I don't feel that the show has downplayed or mistreated Sam at all.
Sam wasn't selfish to want a different life for himself at all (because that is normal -- growing up means taking what your upbringing has given you and applying it to your own choices, making your own life), but I also don't think Dean was selfish to want him to stay -- Sam is all he has.
I think it's also telling, as Ailleann points out, that Dean never guilted him into staying. Even in the pilot, the decision to return to that life is Sam's, and it's horrible it took Jess's death to provoke it, but it also gave Sam some insight into how John and Dean must have felt when Mary died.
I also think it's always been made clear that Sam doesn't feel what they do is unworthy at all -- his empathy for the victims is often more poignant than Dean's. His focus may have been sharper at times -- don't take the minor cases, focus on finding John and the demon -- but he knows that what they do is something most people can't, and that a lot of people need them.
All of the storylines you say, Morgana, that the show has dropped for Sam don't seem dropped to me -- as Plei points out, they've evolved as the reasons behind his destiny have. Maybe death, however brief, fucked with Sam's psychic visions and telekinetic powers, but either way, I don't the lack of them now makes Sam any less important to the plot.
I think it's also important what both boys have learned as the series has progressed. At the start, it was the younger son wanting normal and the older son blindly loyal to the family tradition -- I think the show has gone to great lengths to make it clear both that Sam has been able to see some of the reasons for John's choices, and that Dean has learned how much damage that upbringing did to both of them, despite whatever good they do when they're saving people. Sam is the one, to me, who remains the least damaged, despite his demonic blood blah blah -- he's still fighting, still willing to believe in them and what they do, and determined to rectify his own mistakes.
Neither of them is perfect in my eyes, neither of them is more right than the other (most of the time), and I love them both despite their flaws. If anything, I wish Kripke hadn't decided to make their destiny predestined -- I think it would have been interesting if their choices were solely based on their upbringing, their perspectives, the differences between them.
That said, I like the way they're handling their decisions to fight that destiny, too.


When a line of the entries contains "interactable", please list that line.

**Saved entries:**
═══

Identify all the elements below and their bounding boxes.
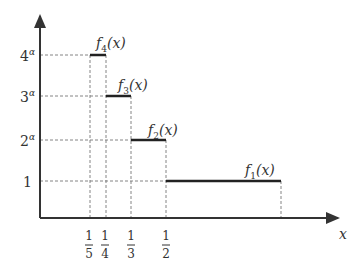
svg-text:4: 4 [101,247,109,261]
step-segments [90,55,281,181]
x-tick-labels: 15 14 13 12 [85,229,170,261]
svg-text:f3(x): f3(x) [117,77,148,96]
svg-text:3: 3 [127,247,135,261]
svg-text:f2(x): f2(x) [147,122,178,141]
svg-text:1: 1 [23,174,32,190]
svg-text:4α: 4α [20,47,35,64]
svg-text:1: 1 [85,229,93,243]
svg-text:1: 1 [127,229,135,243]
svg-text:f4(x): f4(x) [95,35,126,54]
svg-text:3α: 3α [20,88,35,105]
svg-text:5: 5 [85,247,93,261]
y-tick-labels: 4α 3α 2α 1 [20,47,35,190]
svg-text:2: 2 [162,247,170,261]
svg-text:1: 1 [101,229,109,243]
svg-text:2α: 2α [20,132,35,149]
x-axis-label: x [339,226,347,242]
function-labels: f4(x) f3(x) f2(x) f1(x) [95,35,275,181]
svg-text:1: 1 [162,229,170,243]
svg-text:f1(x): f1(x) [244,162,275,181]
step-function-diagram: 4α 3α 2α 1 f4(x) f3(x) f2(x) f1(x) 15 14… [0,0,363,270]
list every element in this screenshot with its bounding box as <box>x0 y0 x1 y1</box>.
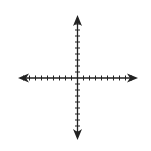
coordinate-plane-diagram <box>0 0 151 151</box>
axes-graphic <box>0 0 151 151</box>
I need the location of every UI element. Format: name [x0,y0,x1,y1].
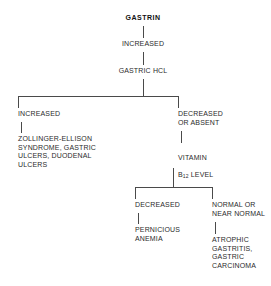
node-pernicious-anemia-outcome: PERNICIOUS ANEMIA [135,226,180,243]
node-vitamin-b12-level: VITAMIN B12 LEVEL [178,145,213,179]
vitamin-level-word: LEVEL [189,171,214,178]
vitamin-line-1: VITAMIN [178,154,207,161]
connector-split1-right-drop [178,96,179,108]
node-gastrin: GASTRIN [126,14,161,23]
node-atrophic-gastritis-outcome: ATROPHIC GASTRITIS, GASTRIC CARCINOMA [212,236,256,270]
connector-split2-right-drop [212,187,213,199]
gastrin-flowchart: GASTRIN INCREASED GASTRIC HCL INCREASED … [0,0,271,286]
connector-split1-left-drop [18,96,19,108]
connector-left-increased-to-outcome [21,122,22,133]
connector-split2-left-drop [135,187,136,199]
connector-sub-left-to-outcome [138,213,139,224]
node-root-increased: INCREASED [122,40,164,49]
connector-vitamin-stem [173,168,174,187]
node-branch-left-increased: INCREASED [18,110,60,119]
connector-gastric-hcl-stem [143,79,144,96]
connector-decreased-to-vitamin [181,131,182,143]
node-branch-right-decreased-or-absent: DECREASED OR ABSENT [178,110,223,127]
node-sub-left-decreased: DECREASED [135,201,180,210]
connector-increased-to-gastric-hcl [143,52,144,65]
connector-gastrin-to-increased [143,26,144,38]
node-zollinger-ellison-outcome: ZOLLINGER-ELLISON SYNDROME, GASTRIC ULCE… [18,135,96,169]
node-sub-right-normal: NORMAL OR NEAR NORMAL [212,201,265,218]
split-bar-gastric-hcl [18,96,179,97]
vitamin-b12-subscript: 12 [183,173,189,179]
split-bar-vitamin-b12 [135,187,213,188]
connector-sub-right-to-outcome [215,222,216,234]
node-gastric-hcl: GASTRIC HCL [119,67,168,76]
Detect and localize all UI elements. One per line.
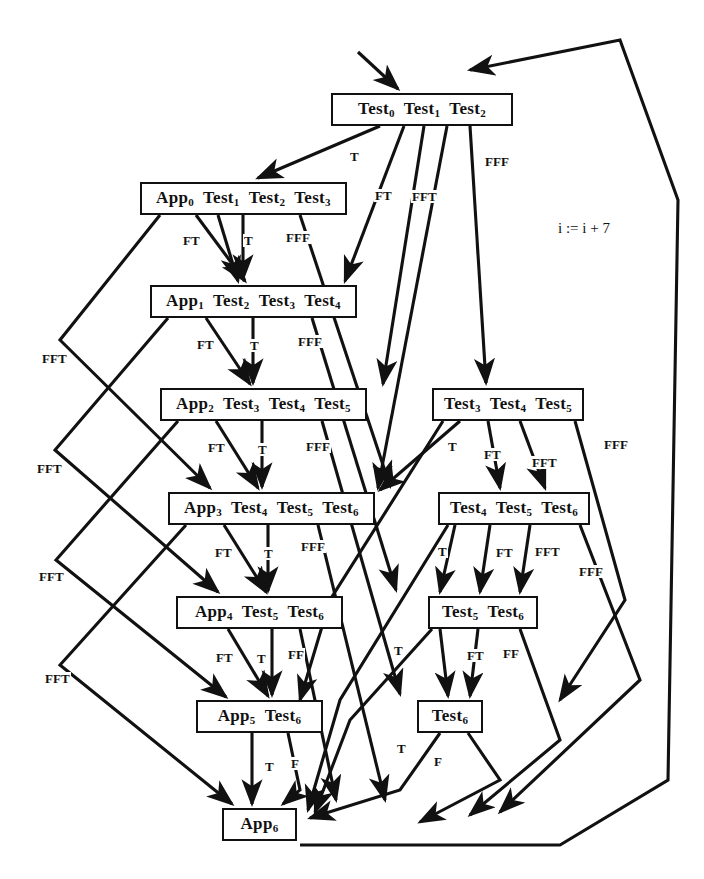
edge-label: FT bbox=[374, 189, 393, 202]
edge-label: T bbox=[263, 547, 274, 560]
node-app1[interactable]: App1Test2Test3Test4 bbox=[150, 285, 357, 318]
node-token: Test6 bbox=[265, 706, 302, 726]
edge-label: T bbox=[393, 644, 404, 657]
edge-label: FT bbox=[215, 651, 234, 664]
edge-label: FFF bbox=[285, 231, 311, 244]
node-token: Test1 bbox=[203, 188, 240, 208]
edge-label: FT bbox=[207, 441, 226, 454]
edge-label: FT bbox=[495, 546, 514, 559]
edge-label: T bbox=[447, 440, 458, 453]
node-token: Test5 bbox=[496, 498, 533, 518]
node-app5[interactable]: App5Test6 bbox=[196, 700, 323, 733]
edge-label: FT bbox=[483, 448, 502, 461]
node-app4[interactable]: App4Test5Test6 bbox=[176, 596, 343, 629]
diagram-canvas: Test0Test1Test2 App0Test1Test2Test3 App1… bbox=[0, 0, 704, 879]
node-test3-test4-test5[interactable]: Test3Test4Test5 bbox=[432, 388, 584, 421]
edge-n0-n1 bbox=[258, 126, 380, 178]
node-token: Test6 bbox=[432, 706, 469, 726]
edge-label: FFF bbox=[297, 335, 323, 348]
edge-label: T bbox=[243, 234, 254, 247]
node-token: Test5 bbox=[314, 394, 351, 414]
node-token: Test5 bbox=[277, 498, 314, 518]
edge-label: T bbox=[256, 652, 267, 665]
edge-label: T bbox=[249, 339, 260, 352]
node-app6[interactable]: App6 bbox=[222, 808, 297, 841]
node-token: Test4 bbox=[450, 498, 487, 518]
edge-label: FFF bbox=[305, 440, 331, 453]
edge-label: FT bbox=[196, 338, 215, 351]
edge-entry bbox=[358, 52, 398, 89]
edge-label: FFT bbox=[41, 352, 68, 365]
node-token: Test6 bbox=[287, 602, 324, 622]
node-token: Test4 bbox=[490, 394, 527, 414]
node-token: Test6 bbox=[488, 602, 525, 622]
node-token: Test0 bbox=[358, 99, 395, 119]
node-test4-test5-test6[interactable]: Test4Test5Test6 bbox=[438, 492, 590, 525]
node-token: App5 bbox=[218, 706, 256, 726]
edge-label: FT bbox=[182, 234, 201, 247]
node-token: Test4 bbox=[269, 394, 306, 414]
edge-label: FFT bbox=[411, 190, 438, 203]
edge-label: T bbox=[437, 545, 448, 558]
node-token: App4 bbox=[195, 602, 233, 622]
node-token: Test5 bbox=[535, 394, 572, 414]
edge-label: FFT bbox=[531, 456, 558, 469]
node-token: App2 bbox=[176, 394, 214, 414]
edge-label: FFF bbox=[603, 438, 629, 451]
node-token: Test2 bbox=[449, 99, 486, 119]
edge-label: FF bbox=[502, 647, 520, 660]
edge-label: FT bbox=[214, 546, 233, 559]
node-token: Test1 bbox=[404, 99, 441, 119]
node-app3[interactable]: App3Test4Test5Test6 bbox=[168, 492, 375, 525]
node-token: Test2 bbox=[249, 188, 286, 208]
edge-label: T bbox=[349, 150, 360, 163]
node-token: App0 bbox=[156, 188, 194, 208]
edge-label: FT bbox=[466, 649, 485, 662]
edge-label: F bbox=[433, 755, 443, 768]
node-token: Test6 bbox=[541, 498, 578, 518]
edge-layer bbox=[0, 0, 704, 879]
node-token: Test6 bbox=[322, 498, 359, 518]
edge-label: FFT bbox=[44, 672, 71, 685]
node-token: Test3 bbox=[444, 394, 481, 414]
annotation-increment: i := i + 7 bbox=[558, 220, 610, 237]
edge-label: FFF bbox=[300, 540, 326, 553]
edge-label: T bbox=[264, 760, 275, 773]
edge-label: FFT bbox=[38, 570, 65, 583]
node-token: Test3 bbox=[259, 291, 296, 311]
node-test0-test1-test2[interactable]: Test0Test1Test2 bbox=[331, 93, 513, 126]
node-token: App1 bbox=[166, 291, 204, 311]
edge-label: T bbox=[257, 443, 268, 456]
node-token: Test5 bbox=[442, 602, 479, 622]
node-token: Test3 bbox=[294, 188, 331, 208]
node-test5-test6[interactable]: Test5Test6 bbox=[428, 596, 538, 629]
edge-label: T bbox=[396, 742, 407, 755]
node-app0[interactable]: App0Test1Test2Test3 bbox=[140, 182, 347, 215]
edge-label: FFF bbox=[578, 565, 604, 578]
edge-label: FFF bbox=[484, 155, 510, 168]
node-token: Test5 bbox=[242, 602, 279, 622]
node-token: Test4 bbox=[304, 291, 341, 311]
node-token: App3 bbox=[184, 498, 222, 518]
edge-label: FFT bbox=[36, 462, 63, 475]
node-token: App6 bbox=[241, 814, 279, 834]
edge-label: FFT bbox=[534, 545, 561, 558]
edge-n1-fft bbox=[60, 215, 210, 488]
node-test6[interactable]: Test6 bbox=[417, 700, 483, 733]
node-token: Test3 bbox=[223, 394, 260, 414]
node-token: Test2 bbox=[213, 291, 250, 311]
node-app2[interactable]: App2Test3Test4Test5 bbox=[160, 388, 367, 421]
node-token: Test4 bbox=[231, 498, 268, 518]
edge-label: FF bbox=[287, 648, 305, 661]
edge-label: F bbox=[290, 757, 300, 770]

═══

**Task response:**
node-app1[interactable]: App1Test2Test3Test4 bbox=[150, 285, 357, 318]
node-app5[interactable]: App5Test6 bbox=[196, 700, 323, 733]
node-app4[interactable]: App4Test5Test6 bbox=[176, 596, 343, 629]
node-test3-test4-test5[interactable]: Test3Test4Test5 bbox=[432, 388, 584, 421]
node-app6[interactable]: App6 bbox=[222, 808, 297, 841]
node-test4-test5-test6[interactable]: Test4Test5Test6 bbox=[438, 492, 590, 525]
node-app3[interactable]: App3Test4Test5Test6 bbox=[168, 492, 375, 525]
node-test0-test1-test2[interactable]: Test0Test1Test2 bbox=[331, 93, 513, 126]
node-test5-test6[interactable]: Test5Test6 bbox=[428, 596, 538, 629]
node-app0[interactable]: App0Test1Test2Test3 bbox=[140, 182, 347, 215]
node-test6[interactable]: Test6 bbox=[417, 700, 483, 733]
node-app2[interactable]: App2Test3Test4Test5 bbox=[160, 388, 367, 421]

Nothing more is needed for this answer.